The Evil Demon Inside by Nicholas Silins (1 March 2018)

The Evil Demon Inside

Abstract:
In the “new evil demon” scenario, it seems that we could still have justified beliefs about the external world, even if we failed to be reliable about the external world. My own goal is to examine how new evil demon problems arise for our access to the internal world of our own minds. In the first part of the talk, I argue that the internalist/externalist debate in epistemology has been widely misconstrued—we need to reconfigure the debate in order to see how it can arise about our access to the internal world. In the second part of the paper, I argue for the coherence of scenarios of radical deception about our own minds, and I use the scenarios to defend a properly formulated internalist view about our access to our minds. The overarching lesson is that general epistemology and the specialized epistemology of self-knowledge need to talk—each has much to learn from each other.

Date: 1 March 2018
Time: 2pm to 4pm
Venue: Philosophy Resource Room (AS3-05-23)

About the Speaker:
Professor Silins is Associate Professor in the Sage School of Philosophy at Cornell University. He did his graduate work in Philosophy at Oxford University, where he received his PhD in 2004 and his BPhil in 2001. Professor Silins developed his interest in philosophy by studying literature and philosophy at Princeton University, where he received his BA, magna cum laude, in Comparative Literature in 1999. He works in epistemology and the philosophy of mind. He has special interests in the epistemology of perception, self-knowledge, and the interplay between views in epistemology and views about mental content and mental causation. He joined the Sage School in Fall 2006, after completing a Bersoff Fellowship at New York University. He has also held a fellowship at the Centre for Consciousness at the Australian National University.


* Exercise:
Using the records below, locate all lines containing "cholesterol" and return them.

* Recorded data:
────────

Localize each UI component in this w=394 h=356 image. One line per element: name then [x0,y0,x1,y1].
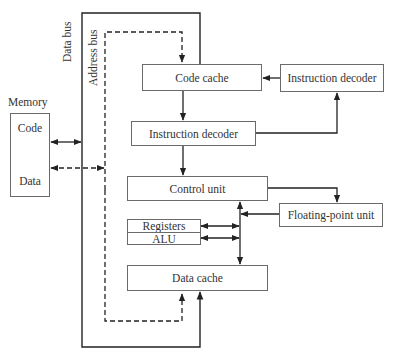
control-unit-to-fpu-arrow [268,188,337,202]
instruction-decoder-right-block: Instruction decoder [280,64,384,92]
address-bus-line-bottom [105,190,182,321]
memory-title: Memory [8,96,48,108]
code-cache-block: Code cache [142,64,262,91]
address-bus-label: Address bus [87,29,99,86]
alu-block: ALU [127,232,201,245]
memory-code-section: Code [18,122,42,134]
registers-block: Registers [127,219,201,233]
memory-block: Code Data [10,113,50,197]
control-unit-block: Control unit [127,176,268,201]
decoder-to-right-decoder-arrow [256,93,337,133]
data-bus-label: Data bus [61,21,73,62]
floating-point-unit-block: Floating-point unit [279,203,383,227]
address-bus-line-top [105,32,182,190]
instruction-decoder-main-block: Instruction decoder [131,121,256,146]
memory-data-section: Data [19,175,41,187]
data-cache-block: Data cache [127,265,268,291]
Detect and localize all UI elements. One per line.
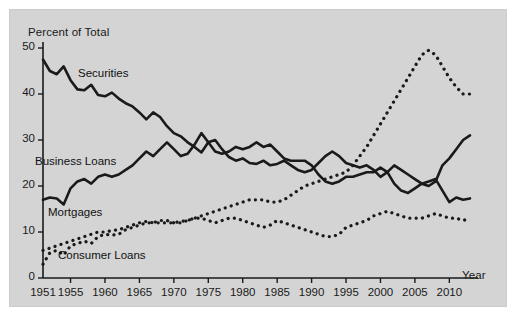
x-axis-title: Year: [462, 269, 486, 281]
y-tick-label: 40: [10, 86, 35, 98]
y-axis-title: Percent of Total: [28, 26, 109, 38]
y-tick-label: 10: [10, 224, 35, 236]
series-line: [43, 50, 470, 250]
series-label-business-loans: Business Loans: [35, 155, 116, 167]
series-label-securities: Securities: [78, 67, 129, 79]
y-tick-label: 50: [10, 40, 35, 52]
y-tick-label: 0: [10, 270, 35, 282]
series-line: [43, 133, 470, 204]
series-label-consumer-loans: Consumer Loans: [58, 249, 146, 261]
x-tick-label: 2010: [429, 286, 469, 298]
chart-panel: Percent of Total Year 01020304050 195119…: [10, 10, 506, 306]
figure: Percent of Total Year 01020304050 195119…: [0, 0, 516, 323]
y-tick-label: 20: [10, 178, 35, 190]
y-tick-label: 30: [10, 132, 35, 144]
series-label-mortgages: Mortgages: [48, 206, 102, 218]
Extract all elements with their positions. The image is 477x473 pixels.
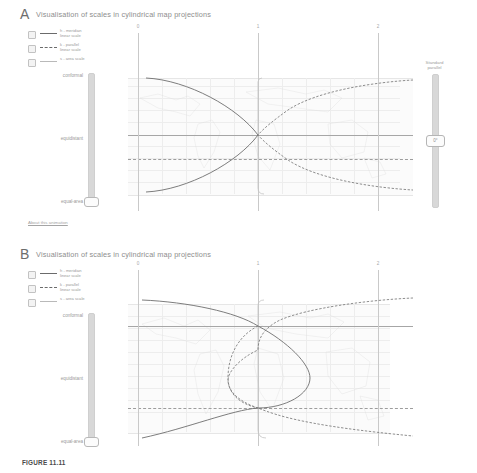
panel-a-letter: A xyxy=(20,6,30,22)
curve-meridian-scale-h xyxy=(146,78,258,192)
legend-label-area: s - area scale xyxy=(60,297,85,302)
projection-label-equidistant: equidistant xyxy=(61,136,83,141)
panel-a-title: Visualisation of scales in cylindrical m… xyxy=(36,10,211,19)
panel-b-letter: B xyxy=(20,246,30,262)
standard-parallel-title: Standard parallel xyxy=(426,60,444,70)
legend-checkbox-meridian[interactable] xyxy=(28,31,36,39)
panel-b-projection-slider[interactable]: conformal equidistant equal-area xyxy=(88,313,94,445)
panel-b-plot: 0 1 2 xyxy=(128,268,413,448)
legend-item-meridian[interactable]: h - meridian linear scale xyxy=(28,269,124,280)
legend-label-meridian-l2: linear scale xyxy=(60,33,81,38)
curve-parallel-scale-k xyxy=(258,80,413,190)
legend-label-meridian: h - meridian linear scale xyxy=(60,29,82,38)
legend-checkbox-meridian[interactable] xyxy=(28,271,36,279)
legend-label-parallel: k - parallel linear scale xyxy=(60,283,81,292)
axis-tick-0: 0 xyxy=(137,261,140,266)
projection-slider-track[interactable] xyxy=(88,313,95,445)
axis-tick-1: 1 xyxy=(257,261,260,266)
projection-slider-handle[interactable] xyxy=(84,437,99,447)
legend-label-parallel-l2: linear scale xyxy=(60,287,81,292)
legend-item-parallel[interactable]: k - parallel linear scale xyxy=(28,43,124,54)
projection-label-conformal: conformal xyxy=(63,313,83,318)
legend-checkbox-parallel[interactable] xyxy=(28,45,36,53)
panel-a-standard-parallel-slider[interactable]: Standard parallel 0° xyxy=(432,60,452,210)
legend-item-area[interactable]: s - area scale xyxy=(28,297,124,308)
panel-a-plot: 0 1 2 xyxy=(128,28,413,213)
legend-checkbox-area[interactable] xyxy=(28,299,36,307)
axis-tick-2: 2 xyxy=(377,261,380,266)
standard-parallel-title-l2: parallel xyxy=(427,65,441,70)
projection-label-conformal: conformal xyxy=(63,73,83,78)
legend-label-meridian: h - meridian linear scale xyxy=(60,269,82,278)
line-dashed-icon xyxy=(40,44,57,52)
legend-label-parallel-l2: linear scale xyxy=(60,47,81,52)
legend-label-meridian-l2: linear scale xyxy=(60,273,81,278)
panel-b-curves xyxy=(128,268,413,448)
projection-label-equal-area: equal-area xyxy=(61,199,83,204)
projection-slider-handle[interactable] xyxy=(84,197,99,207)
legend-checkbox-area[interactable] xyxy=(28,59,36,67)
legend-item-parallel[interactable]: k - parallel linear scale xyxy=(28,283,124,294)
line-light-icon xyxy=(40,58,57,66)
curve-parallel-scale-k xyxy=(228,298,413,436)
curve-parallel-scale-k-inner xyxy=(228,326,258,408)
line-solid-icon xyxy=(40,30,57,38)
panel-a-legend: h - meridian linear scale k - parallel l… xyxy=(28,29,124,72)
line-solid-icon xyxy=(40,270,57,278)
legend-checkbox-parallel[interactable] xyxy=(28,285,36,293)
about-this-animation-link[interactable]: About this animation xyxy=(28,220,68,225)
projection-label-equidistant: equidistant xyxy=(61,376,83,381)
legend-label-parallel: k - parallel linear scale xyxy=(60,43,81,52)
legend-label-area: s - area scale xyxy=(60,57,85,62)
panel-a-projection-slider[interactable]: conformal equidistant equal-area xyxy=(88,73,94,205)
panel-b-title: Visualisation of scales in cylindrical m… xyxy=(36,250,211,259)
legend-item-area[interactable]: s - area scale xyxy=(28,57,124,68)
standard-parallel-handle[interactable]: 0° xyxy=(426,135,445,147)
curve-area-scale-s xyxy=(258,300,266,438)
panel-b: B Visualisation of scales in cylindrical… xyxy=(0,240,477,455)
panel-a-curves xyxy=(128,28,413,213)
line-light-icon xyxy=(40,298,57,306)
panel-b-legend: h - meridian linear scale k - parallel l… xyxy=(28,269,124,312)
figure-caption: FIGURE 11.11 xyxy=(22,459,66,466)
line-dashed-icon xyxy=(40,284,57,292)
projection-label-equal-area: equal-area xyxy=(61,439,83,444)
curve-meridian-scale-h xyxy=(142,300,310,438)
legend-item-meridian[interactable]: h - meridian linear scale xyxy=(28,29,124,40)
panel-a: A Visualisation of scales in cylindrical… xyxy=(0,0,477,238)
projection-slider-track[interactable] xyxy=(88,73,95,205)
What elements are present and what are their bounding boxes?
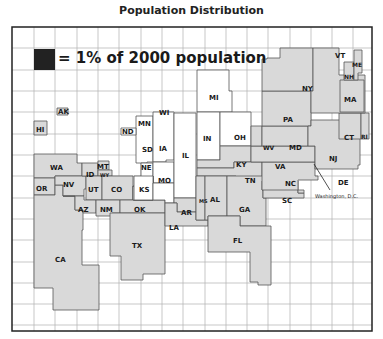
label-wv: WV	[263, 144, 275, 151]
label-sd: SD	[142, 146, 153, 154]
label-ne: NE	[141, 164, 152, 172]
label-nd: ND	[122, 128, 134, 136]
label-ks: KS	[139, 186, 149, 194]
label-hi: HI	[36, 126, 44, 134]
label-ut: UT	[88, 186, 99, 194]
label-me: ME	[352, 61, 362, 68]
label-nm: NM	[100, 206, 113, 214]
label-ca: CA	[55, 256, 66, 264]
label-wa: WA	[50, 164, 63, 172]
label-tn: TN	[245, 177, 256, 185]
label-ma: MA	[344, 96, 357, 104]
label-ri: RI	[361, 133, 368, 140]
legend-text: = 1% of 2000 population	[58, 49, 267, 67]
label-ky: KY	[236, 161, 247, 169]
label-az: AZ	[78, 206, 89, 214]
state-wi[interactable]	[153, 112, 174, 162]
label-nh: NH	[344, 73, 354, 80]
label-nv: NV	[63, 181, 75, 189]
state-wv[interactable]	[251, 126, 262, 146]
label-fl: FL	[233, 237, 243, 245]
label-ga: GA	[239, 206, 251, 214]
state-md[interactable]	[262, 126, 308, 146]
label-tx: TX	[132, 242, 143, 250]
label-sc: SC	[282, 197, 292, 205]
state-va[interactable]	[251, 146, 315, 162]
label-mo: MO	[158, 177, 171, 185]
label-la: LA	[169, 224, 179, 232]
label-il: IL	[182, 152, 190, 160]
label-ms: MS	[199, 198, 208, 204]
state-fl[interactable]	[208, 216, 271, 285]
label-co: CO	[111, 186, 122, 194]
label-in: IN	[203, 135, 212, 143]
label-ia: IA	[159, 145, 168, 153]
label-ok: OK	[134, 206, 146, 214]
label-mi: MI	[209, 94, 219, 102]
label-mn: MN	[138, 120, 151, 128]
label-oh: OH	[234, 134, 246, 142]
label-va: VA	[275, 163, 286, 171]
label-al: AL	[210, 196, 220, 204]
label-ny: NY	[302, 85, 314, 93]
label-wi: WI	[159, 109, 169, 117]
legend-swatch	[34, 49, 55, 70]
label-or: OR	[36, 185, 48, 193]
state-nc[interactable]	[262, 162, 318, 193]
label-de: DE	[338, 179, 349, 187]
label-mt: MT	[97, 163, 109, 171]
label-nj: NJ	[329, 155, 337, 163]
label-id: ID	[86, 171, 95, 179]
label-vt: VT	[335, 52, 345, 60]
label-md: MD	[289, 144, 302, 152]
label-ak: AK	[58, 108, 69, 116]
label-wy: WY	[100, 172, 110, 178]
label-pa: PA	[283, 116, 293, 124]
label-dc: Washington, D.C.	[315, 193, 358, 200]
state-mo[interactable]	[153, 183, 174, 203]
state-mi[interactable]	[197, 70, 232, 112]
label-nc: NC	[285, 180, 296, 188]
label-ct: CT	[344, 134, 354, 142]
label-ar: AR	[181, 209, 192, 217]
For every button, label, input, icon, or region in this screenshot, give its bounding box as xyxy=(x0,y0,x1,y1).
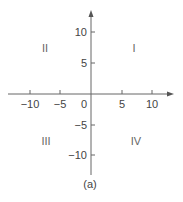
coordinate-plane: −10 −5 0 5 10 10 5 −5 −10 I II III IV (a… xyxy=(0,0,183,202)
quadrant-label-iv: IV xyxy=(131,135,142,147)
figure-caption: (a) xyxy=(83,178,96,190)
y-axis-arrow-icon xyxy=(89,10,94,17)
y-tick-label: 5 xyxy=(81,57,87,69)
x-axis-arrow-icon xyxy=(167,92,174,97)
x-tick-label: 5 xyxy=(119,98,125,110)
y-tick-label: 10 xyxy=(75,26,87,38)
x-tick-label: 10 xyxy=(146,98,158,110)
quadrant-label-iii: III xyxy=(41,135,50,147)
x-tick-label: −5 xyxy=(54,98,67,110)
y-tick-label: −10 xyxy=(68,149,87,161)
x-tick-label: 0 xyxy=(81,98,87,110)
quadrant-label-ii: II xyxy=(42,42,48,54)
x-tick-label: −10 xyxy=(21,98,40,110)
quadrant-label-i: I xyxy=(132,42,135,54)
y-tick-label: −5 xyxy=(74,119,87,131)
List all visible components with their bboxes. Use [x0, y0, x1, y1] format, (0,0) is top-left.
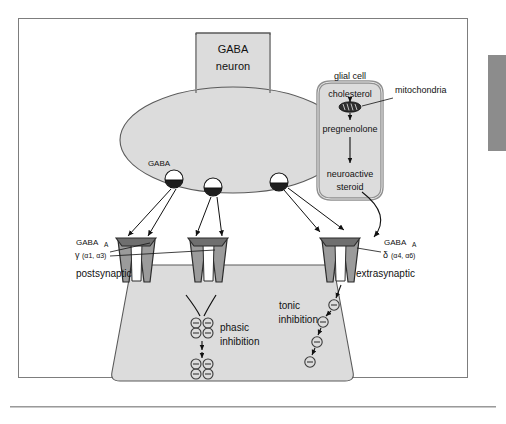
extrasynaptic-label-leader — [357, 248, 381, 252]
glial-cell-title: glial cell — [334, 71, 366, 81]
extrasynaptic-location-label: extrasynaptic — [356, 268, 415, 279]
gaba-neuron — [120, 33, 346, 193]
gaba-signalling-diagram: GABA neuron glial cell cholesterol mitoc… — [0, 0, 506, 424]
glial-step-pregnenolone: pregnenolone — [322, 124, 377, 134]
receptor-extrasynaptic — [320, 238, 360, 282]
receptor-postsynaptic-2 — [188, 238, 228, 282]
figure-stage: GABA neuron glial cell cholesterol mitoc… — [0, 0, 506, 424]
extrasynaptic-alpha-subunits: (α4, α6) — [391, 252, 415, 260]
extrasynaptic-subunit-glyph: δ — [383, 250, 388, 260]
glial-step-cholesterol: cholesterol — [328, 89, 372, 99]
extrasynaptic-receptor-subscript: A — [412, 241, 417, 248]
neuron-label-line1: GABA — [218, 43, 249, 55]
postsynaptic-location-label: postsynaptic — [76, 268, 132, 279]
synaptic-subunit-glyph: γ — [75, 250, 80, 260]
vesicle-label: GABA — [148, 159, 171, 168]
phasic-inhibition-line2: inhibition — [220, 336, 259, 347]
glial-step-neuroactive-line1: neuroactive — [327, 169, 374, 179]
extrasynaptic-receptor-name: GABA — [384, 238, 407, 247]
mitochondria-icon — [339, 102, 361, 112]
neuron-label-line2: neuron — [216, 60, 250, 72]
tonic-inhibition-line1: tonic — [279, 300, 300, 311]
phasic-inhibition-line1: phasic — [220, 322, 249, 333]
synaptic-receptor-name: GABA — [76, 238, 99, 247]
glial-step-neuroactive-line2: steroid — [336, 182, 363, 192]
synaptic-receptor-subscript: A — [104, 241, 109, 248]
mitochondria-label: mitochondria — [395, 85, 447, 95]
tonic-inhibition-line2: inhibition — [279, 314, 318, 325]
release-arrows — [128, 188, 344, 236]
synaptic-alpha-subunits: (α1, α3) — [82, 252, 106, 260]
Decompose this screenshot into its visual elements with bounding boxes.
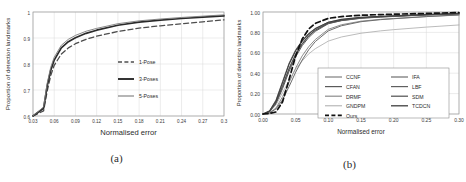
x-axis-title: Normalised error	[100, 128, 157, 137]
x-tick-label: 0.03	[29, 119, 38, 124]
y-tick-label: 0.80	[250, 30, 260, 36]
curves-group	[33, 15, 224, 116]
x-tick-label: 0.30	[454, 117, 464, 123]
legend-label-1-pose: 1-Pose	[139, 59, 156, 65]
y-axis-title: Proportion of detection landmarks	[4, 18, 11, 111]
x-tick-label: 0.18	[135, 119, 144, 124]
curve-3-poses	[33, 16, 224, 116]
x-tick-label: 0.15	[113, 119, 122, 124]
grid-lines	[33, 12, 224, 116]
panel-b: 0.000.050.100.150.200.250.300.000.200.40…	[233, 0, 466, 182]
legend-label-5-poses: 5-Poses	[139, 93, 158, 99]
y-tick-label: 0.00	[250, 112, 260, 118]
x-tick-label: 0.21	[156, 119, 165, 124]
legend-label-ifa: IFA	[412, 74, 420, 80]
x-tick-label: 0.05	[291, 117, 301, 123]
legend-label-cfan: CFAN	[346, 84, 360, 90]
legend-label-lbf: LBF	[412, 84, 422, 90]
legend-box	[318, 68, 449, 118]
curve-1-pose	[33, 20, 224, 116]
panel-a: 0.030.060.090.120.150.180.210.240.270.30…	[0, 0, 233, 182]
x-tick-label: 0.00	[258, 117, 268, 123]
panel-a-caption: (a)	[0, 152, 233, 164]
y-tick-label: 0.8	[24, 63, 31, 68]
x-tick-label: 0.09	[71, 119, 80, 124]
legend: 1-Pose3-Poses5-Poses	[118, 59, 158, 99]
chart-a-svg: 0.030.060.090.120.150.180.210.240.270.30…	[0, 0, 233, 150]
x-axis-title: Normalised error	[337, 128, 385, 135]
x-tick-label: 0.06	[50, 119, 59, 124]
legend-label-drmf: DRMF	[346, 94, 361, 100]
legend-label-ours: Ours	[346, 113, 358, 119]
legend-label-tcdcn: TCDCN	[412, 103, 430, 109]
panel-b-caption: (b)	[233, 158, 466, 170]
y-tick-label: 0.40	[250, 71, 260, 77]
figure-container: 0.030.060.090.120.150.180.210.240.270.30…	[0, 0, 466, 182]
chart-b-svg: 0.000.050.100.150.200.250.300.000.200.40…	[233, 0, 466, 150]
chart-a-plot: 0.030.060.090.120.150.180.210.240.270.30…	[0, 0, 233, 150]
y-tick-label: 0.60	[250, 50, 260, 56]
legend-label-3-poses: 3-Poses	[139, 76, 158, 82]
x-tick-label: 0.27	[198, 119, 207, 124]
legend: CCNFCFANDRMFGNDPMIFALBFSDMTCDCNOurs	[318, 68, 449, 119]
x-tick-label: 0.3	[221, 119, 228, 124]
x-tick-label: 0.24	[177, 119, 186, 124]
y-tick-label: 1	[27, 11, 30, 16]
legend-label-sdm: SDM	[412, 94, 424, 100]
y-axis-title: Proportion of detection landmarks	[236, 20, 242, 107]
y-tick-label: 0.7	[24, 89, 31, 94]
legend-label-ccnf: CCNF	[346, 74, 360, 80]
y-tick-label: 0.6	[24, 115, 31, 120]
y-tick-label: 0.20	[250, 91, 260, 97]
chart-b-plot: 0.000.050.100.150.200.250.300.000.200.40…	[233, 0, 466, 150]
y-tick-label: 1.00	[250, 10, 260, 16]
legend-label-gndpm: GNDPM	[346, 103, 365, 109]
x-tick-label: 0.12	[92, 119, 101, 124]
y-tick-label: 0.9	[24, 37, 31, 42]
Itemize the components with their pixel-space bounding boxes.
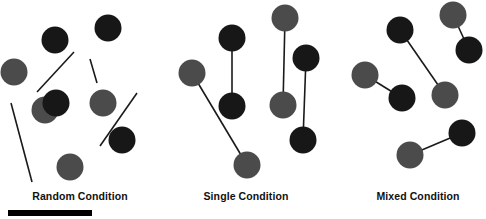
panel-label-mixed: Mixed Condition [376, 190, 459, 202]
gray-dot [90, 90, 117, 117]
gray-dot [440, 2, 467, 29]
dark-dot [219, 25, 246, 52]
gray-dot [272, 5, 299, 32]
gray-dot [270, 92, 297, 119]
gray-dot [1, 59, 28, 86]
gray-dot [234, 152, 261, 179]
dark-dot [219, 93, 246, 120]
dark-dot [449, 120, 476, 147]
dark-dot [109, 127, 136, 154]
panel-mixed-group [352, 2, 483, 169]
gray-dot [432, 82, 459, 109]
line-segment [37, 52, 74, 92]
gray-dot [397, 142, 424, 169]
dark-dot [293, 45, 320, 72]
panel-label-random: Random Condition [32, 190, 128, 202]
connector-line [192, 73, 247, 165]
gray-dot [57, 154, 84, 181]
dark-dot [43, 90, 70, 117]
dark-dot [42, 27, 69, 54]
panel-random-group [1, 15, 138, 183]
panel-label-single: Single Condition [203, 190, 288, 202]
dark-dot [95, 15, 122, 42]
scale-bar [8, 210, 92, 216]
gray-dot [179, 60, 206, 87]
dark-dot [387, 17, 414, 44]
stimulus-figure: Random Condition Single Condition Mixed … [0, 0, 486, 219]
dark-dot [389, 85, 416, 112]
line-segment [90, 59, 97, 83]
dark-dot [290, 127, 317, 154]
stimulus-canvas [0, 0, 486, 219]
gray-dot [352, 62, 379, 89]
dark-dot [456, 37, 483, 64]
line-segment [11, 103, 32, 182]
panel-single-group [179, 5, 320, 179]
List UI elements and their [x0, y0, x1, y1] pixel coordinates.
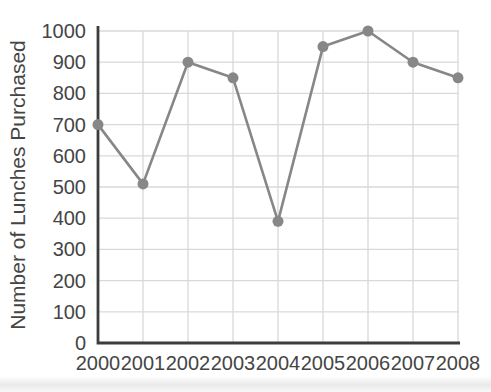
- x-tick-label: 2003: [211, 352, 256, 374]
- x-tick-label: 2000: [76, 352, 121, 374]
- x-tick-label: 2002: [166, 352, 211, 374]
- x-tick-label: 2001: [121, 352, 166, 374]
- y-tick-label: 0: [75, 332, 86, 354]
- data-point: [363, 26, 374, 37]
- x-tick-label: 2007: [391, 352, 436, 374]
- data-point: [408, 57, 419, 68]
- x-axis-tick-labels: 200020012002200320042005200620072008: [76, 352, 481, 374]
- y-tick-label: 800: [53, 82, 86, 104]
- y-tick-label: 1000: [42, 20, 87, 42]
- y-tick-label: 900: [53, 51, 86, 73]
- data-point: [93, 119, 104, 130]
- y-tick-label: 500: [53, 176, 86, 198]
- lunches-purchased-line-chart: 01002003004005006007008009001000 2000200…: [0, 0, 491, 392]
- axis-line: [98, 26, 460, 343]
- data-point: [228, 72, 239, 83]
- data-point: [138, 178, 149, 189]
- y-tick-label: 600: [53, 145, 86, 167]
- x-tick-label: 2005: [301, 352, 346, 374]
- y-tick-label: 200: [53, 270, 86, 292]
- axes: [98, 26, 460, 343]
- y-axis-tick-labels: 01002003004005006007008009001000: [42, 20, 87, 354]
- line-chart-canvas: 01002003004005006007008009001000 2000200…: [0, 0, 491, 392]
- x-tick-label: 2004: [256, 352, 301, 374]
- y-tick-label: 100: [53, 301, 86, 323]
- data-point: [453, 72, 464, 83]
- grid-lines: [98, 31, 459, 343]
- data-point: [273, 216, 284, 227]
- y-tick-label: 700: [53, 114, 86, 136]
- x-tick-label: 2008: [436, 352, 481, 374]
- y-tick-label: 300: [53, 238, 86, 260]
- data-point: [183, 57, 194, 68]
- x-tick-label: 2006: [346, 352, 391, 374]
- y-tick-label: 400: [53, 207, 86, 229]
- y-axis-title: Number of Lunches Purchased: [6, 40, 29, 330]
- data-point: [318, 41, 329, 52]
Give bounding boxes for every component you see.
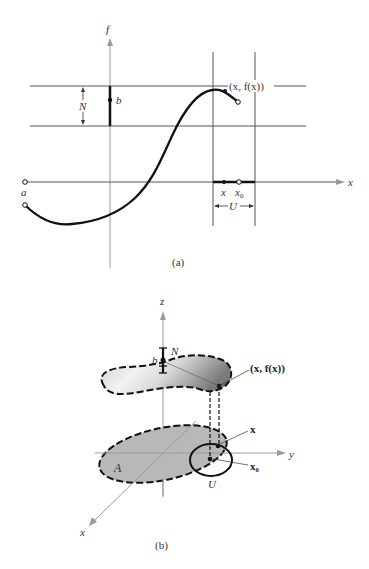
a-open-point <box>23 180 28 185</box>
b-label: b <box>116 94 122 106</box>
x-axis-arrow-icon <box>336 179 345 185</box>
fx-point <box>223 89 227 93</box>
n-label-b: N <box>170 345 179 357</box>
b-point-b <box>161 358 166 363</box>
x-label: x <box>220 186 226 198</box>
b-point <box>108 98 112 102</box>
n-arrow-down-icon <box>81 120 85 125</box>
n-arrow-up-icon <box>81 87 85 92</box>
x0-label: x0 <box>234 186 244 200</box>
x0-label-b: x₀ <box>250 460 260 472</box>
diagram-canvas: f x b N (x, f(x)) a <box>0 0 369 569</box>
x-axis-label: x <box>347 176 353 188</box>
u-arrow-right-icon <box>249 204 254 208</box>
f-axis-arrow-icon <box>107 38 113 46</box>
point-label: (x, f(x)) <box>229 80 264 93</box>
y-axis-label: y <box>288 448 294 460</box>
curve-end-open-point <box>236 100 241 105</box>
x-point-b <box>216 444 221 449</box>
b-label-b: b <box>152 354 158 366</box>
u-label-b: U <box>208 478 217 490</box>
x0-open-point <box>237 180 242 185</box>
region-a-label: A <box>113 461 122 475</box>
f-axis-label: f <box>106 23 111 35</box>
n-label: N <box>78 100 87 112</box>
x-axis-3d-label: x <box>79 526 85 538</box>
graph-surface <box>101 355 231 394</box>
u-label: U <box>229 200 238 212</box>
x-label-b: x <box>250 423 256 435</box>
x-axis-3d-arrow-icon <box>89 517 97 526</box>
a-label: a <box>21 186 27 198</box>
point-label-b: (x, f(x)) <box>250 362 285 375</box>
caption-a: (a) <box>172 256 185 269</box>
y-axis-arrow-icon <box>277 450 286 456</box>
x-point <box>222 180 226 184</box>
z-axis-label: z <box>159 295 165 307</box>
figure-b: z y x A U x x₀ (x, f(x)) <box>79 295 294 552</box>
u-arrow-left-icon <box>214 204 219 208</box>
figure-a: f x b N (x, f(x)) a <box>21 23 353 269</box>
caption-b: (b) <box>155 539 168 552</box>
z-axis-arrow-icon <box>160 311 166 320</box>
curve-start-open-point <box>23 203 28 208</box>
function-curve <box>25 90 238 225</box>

────────

* Task output:
gaba-signalling-diagram: GABA neuron glial cell cholesterol mitoc… — [0, 0, 506, 424]
figure-stage: GABA neuron glial cell cholesterol mitoc… — [0, 0, 506, 424]
glial-step-cholesterol: cholesterol — [328, 89, 372, 99]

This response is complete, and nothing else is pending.